K-12 Education Outreach

BioServe’s vision does not just include producing the hardware and operations protocols needed to make ISS experimentation a reality today; it also strives to cultivate interest in human spaceflight and STEM in future generations.

To bring this vision to fruition, BioServe founded CGBA Science Insert (CSI), a K-12 educational outreach program. Through collaboration with Baylor College of Medicine’s Center for Education Outreach, the CSI program allows students to engage in real-time life science experiments conducted aboard the ISS.
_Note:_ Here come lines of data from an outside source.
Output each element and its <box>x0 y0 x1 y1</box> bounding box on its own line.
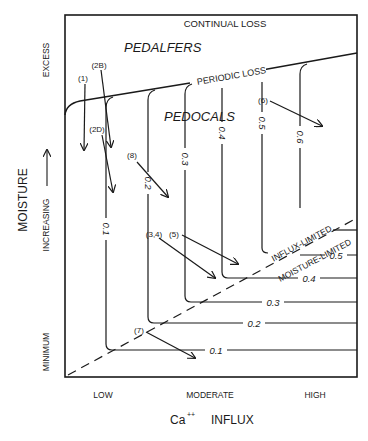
pedalfers-label: PEDALFERS <box>124 40 202 55</box>
pedocals-label: PEDOCALS <box>164 109 235 124</box>
contour-label-v-0-1: 0.1 <box>101 222 112 235</box>
contour-label-v-0-3: 0.3 <box>180 152 191 166</box>
arrow-label-3-4: (3,4) <box>146 230 163 239</box>
contour-0-2 <box>148 90 357 323</box>
arrow-label-6: (6) <box>258 96 268 105</box>
y-axis-title: MOISTURE <box>16 168 30 231</box>
pedalfer-pedocal-diagram: CONTINUAL LOSS PEDALFERS PERIODIC LOSS P… <box>0 0 368 441</box>
contour-label-v-0-4: 0.4 <box>217 126 228 139</box>
continual-loss-label: CONTINUAL LOSS <box>184 18 267 29</box>
contour-0-1 <box>106 97 357 350</box>
x-axis-title-ca: Ca <box>170 413 186 427</box>
arrow-label-7: (7) <box>134 326 144 335</box>
contour-label-v-0-6: 0.6 <box>295 130 306 144</box>
arrow-6 <box>270 101 322 126</box>
contour-label-h-0-3: 0.3 <box>266 297 280 308</box>
x-tick-low: LOW <box>93 390 112 400</box>
contour-label-v-0-2: 0.2 <box>143 176 154 190</box>
contour-0-5-vertical <box>262 82 268 253</box>
contour-label-h-0-2: 0.2 <box>247 318 261 329</box>
contour-label-h-0-5: 0.5 <box>329 250 343 261</box>
arrow-3-4 <box>159 238 215 278</box>
arrow-label-2d: (2D) <box>89 125 105 134</box>
x-axis-title-influx: INFLUX <box>211 413 254 427</box>
contour-lines <box>106 64 357 350</box>
x-tick-moderate: MODERATE <box>186 390 234 400</box>
contour-label-v-0-5: 0.5 <box>257 116 268 130</box>
contour-label-h-0-4: 0.4 <box>302 273 315 284</box>
arrow-1 <box>84 84 85 150</box>
arrow-label-8: (8) <box>127 151 137 160</box>
arrow-5 <box>182 235 238 264</box>
arrow-label-2b: (2B) <box>91 61 106 70</box>
y-tick-excess: EXCESS <box>41 42 51 77</box>
x-tick-high: HIGH <box>304 390 325 400</box>
periodic-loss-line-right <box>262 53 357 70</box>
arrow-label-5: (5) <box>169 230 179 239</box>
x-axis-title-sup: ++ <box>187 411 195 418</box>
y-axis-direction: INCREASING <box>41 199 51 252</box>
arrow-2d <box>102 135 113 192</box>
contour-label-h-0-1: 0.1 <box>209 345 222 356</box>
y-tick-minimum: MINIMUM <box>41 333 51 371</box>
arrow-7 <box>146 332 195 358</box>
arrow-label-1: (1) <box>78 74 88 83</box>
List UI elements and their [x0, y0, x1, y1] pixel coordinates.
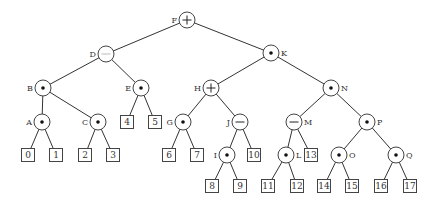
edge-F-K — [187, 20, 271, 53]
leaf-value: 17 — [404, 181, 416, 191]
node-I: I — [214, 147, 235, 163]
node-label: I — [214, 151, 217, 160]
leaf-node-5: 5 — [149, 116, 162, 129]
node-label: D — [90, 50, 96, 59]
tree-internal-nodes: FDKBEHNACGJMPILOQ — [25, 12, 413, 163]
leaf-value: 14 — [318, 181, 330, 191]
node-B: B — [27, 80, 51, 96]
node-H: H — [194, 80, 219, 96]
node-F: F — [171, 12, 195, 28]
node-label: A — [25, 118, 32, 127]
leaf-value: 1 — [53, 150, 59, 160]
leaf-node-3: 3 — [107, 149, 120, 162]
dot-operator-icon — [40, 120, 44, 124]
node-label: K — [281, 49, 288, 58]
node-label: C — [82, 118, 88, 127]
dot-operator-icon — [284, 153, 288, 157]
edge-B-C — [43, 88, 98, 122]
node-label: M — [304, 118, 312, 127]
edge-K-H — [211, 53, 271, 88]
node-D: D — [90, 46, 114, 62]
leaf-value: 2 — [82, 150, 88, 160]
leaf-value: 3 — [110, 150, 116, 160]
leaf-value: 0 — [25, 150, 31, 160]
leaf-node-2: 2 — [79, 149, 92, 162]
expression-tree-diagram: 01234567891011121314151617 FDKBEHNACGJMP… — [0, 0, 438, 203]
leaf-value: 4 — [124, 117, 130, 127]
node-label: Q — [406, 151, 413, 160]
leaf-node-7: 7 — [191, 149, 204, 162]
leaf-value: 10 — [248, 150, 260, 160]
leaf-node-0: 0 — [22, 149, 35, 162]
dot-operator-icon — [225, 153, 229, 157]
node-label: L — [296, 151, 302, 160]
node-M: M — [286, 114, 312, 130]
edge-D-B — [43, 54, 106, 88]
node-label: E — [125, 84, 131, 93]
node-L: L — [278, 147, 302, 163]
leaf-node-1: 1 — [50, 149, 63, 162]
node-N: N — [323, 80, 348, 96]
leaf-value: 16 — [375, 181, 387, 191]
node-label: H — [194, 84, 201, 93]
leaf-value: 6 — [166, 150, 172, 160]
node-C: C — [82, 114, 106, 130]
dot-operator-icon — [329, 86, 333, 90]
leaf-node-13: 13 — [305, 149, 318, 162]
node-J: J — [226, 114, 248, 130]
dot-operator-icon — [365, 120, 369, 124]
node-label: B — [27, 84, 33, 93]
leaf-node-16: 16 — [375, 180, 388, 193]
leaf-node-4: 4 — [121, 116, 134, 129]
node-label: O — [349, 151, 356, 160]
leaf-node-12: 12 — [291, 180, 304, 193]
dot-operator-icon — [394, 153, 398, 157]
dot-operator-icon — [96, 120, 100, 124]
node-G: G — [167, 114, 191, 130]
leaf-node-6: 6 — [163, 149, 176, 162]
leaf-node-11: 11 — [262, 180, 275, 193]
node-Q: Q — [388, 147, 413, 163]
dot-operator-icon — [139, 86, 143, 90]
dot-operator-icon — [337, 153, 341, 157]
leaf-node-14: 14 — [318, 180, 331, 193]
node-label: F — [171, 16, 177, 25]
node-label: N — [341, 84, 348, 93]
node-K: K — [263, 45, 288, 61]
edge-F-D — [106, 20, 187, 54]
leaf-value: 7 — [194, 150, 200, 160]
leaf-value: 12 — [291, 181, 302, 191]
leaf-node-8: 8 — [206, 180, 219, 193]
leaf-value: 8 — [209, 181, 215, 191]
leaf-value: 9 — [237, 181, 243, 191]
edge-K-N — [271, 53, 331, 88]
leaf-value: 13 — [305, 150, 317, 160]
node-O: O — [331, 147, 356, 163]
node-A: A — [25, 114, 50, 130]
leaf-node-15: 15 — [346, 180, 359, 193]
dot-operator-icon — [41, 86, 45, 90]
leaf-value: 15 — [346, 181, 358, 191]
leaf-value: 11 — [262, 181, 273, 191]
node-label: J — [226, 118, 230, 127]
node-E: E — [125, 80, 149, 96]
dot-operator-icon — [269, 51, 273, 55]
leaf-value: 5 — [152, 117, 158, 127]
node-label: P — [377, 118, 383, 127]
dot-operator-icon — [181, 120, 185, 124]
leaf-node-17: 17 — [404, 180, 417, 193]
leaf-node-10: 10 — [248, 149, 261, 162]
node-label: G — [167, 118, 173, 127]
leaf-node-9: 9 — [234, 180, 247, 193]
node-P: P — [359, 114, 383, 130]
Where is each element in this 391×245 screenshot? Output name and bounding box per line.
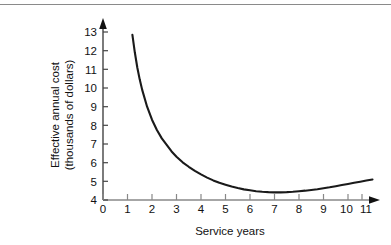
y-tick-label-8: 8 <box>91 120 97 132</box>
x-tick-label-6: 6 <box>247 203 253 215</box>
x-tick-label-11: 11 <box>360 203 372 215</box>
x-tick-label-9: 9 <box>320 203 326 215</box>
y-tick-label-4: 4 <box>91 194 98 206</box>
y-tick-label-5: 5 <box>91 176 97 188</box>
chart-figure: 4 5 6 7 8 9 10 11 12 13 0 1 2 3 4 <box>0 0 391 245</box>
x-tick-label-3: 3 <box>173 203 179 215</box>
y-tick-label-9: 9 <box>91 101 97 113</box>
y-axis-arrowhead <box>99 18 107 29</box>
x-axis-title: Service years <box>195 225 265 237</box>
x-axis-ticks <box>103 194 362 200</box>
x-tick-label-5: 5 <box>222 203 228 215</box>
x-tick-label-4: 4 <box>198 203 205 215</box>
y-tick-label-6: 6 <box>91 157 97 169</box>
y-tick-label-13: 13 <box>84 26 97 38</box>
x-tick-label-0: 0 <box>100 203 106 215</box>
y-tick-label-11: 11 <box>85 64 97 76</box>
y-axis-ticks <box>103 32 108 200</box>
y-tick-label-7: 7 <box>91 138 97 150</box>
y-axis-title-line2: (thousands of dollars) <box>63 60 75 171</box>
cost-curve-chart: 4 5 6 7 8 9 10 11 12 13 0 1 2 3 4 <box>0 0 391 245</box>
cost-curve-line <box>132 35 372 193</box>
y-axis-title-line1: Effective annual cost <box>49 61 61 168</box>
y-tick-label-12: 12 <box>84 45 97 57</box>
x-tick-label-1: 1 <box>124 203 130 215</box>
x-tick-label-10: 10 <box>340 203 353 215</box>
x-tick-label-7: 7 <box>271 203 277 215</box>
x-tick-label-2: 2 <box>149 203 155 215</box>
x-tick-label-8: 8 <box>296 203 302 215</box>
y-tick-label-10: 10 <box>84 82 97 94</box>
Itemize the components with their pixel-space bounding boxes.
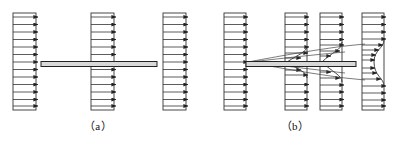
- panel-b-caption: （b）: [197, 117, 393, 133]
- panel-a-caption: （a）: [0, 117, 196, 133]
- figure-root: （a） （b）: [0, 0, 393, 142]
- flat-plate-a: [41, 62, 157, 67]
- flat-plate-b: [246, 62, 356, 67]
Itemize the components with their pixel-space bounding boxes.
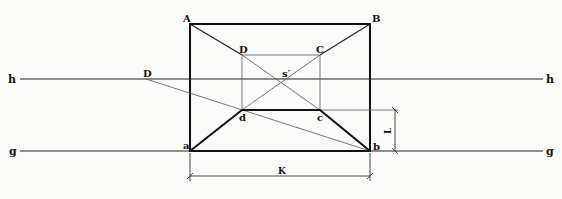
label-c: c [317,112,323,123]
construction-lines [146,55,398,151]
label-C: C [316,44,324,55]
horizon-label-right: h [546,73,554,86]
label-b: b [373,141,380,152]
dimension-l-label: L [383,127,393,134]
dimension-k-label: K [278,166,287,176]
floor-edges [190,110,370,151]
label-distance-point: D [143,68,152,79]
horizon-line: h h [8,73,554,86]
horizon-label-left: h [8,73,16,86]
label-B: B [372,13,380,24]
outer-rectangle [190,24,370,151]
label-vanishing-point: s′ [282,68,291,79]
dimension-l: L [383,107,398,154]
dimension-k: K [187,153,373,181]
label-A: A [182,13,191,24]
perspective-diagram: h h g g K [0,0,562,199]
label-D-inner: D [239,44,248,55]
label-a: a [183,140,190,151]
ground-label-right: g [546,145,554,158]
label-d: d [239,112,246,123]
ground-label-left: g [9,145,17,158]
top-diagonals [190,24,370,55]
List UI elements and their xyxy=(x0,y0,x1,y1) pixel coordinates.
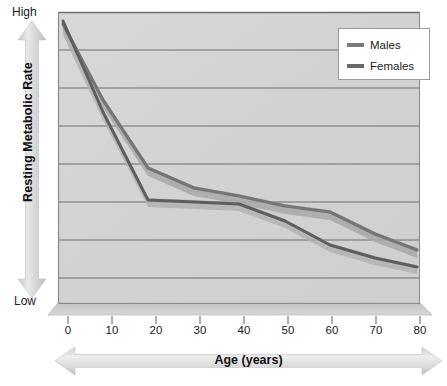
x-tick-label: 60 xyxy=(320,324,344,336)
x-tick-label: 40 xyxy=(232,324,256,336)
plot-base-slab xyxy=(48,303,432,315)
x-tick-label: 0 xyxy=(56,324,80,336)
females-legend-swatch xyxy=(347,64,364,68)
x-tick-label: 70 xyxy=(364,324,388,336)
x-tick-label: 10 xyxy=(100,324,124,336)
x-axis-title: Age (years) xyxy=(55,353,442,367)
chart-legend: Males Females xyxy=(338,28,430,80)
x-tick-label: 80 xyxy=(408,324,432,336)
males-legend-swatch xyxy=(347,43,364,47)
legend-item-females: Females xyxy=(347,58,414,74)
legend-item-males: Males xyxy=(347,37,401,53)
x-tick-label: 30 xyxy=(188,324,212,336)
legend-label: Females xyxy=(370,60,414,72)
legend-label: Males xyxy=(370,39,401,51)
x-tick-marks xyxy=(68,316,420,324)
chart-figure: High Low Resting Metabolic Rate xyxy=(0,0,447,386)
x-tick-label: 50 xyxy=(276,324,300,336)
x-tick-label: 20 xyxy=(144,324,168,336)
Through CSI, participating classrooms are provided with organism habitats that are similar in size and functionality to those aboard the ISS. These habitats allow students to conduct “control” experiments on the ground, paralleling the procedures and analytic techniques of the astronauts in space. During the experiment, images are downlinked daily from the ISS that allow students to analyze and compare the results from space with their own. 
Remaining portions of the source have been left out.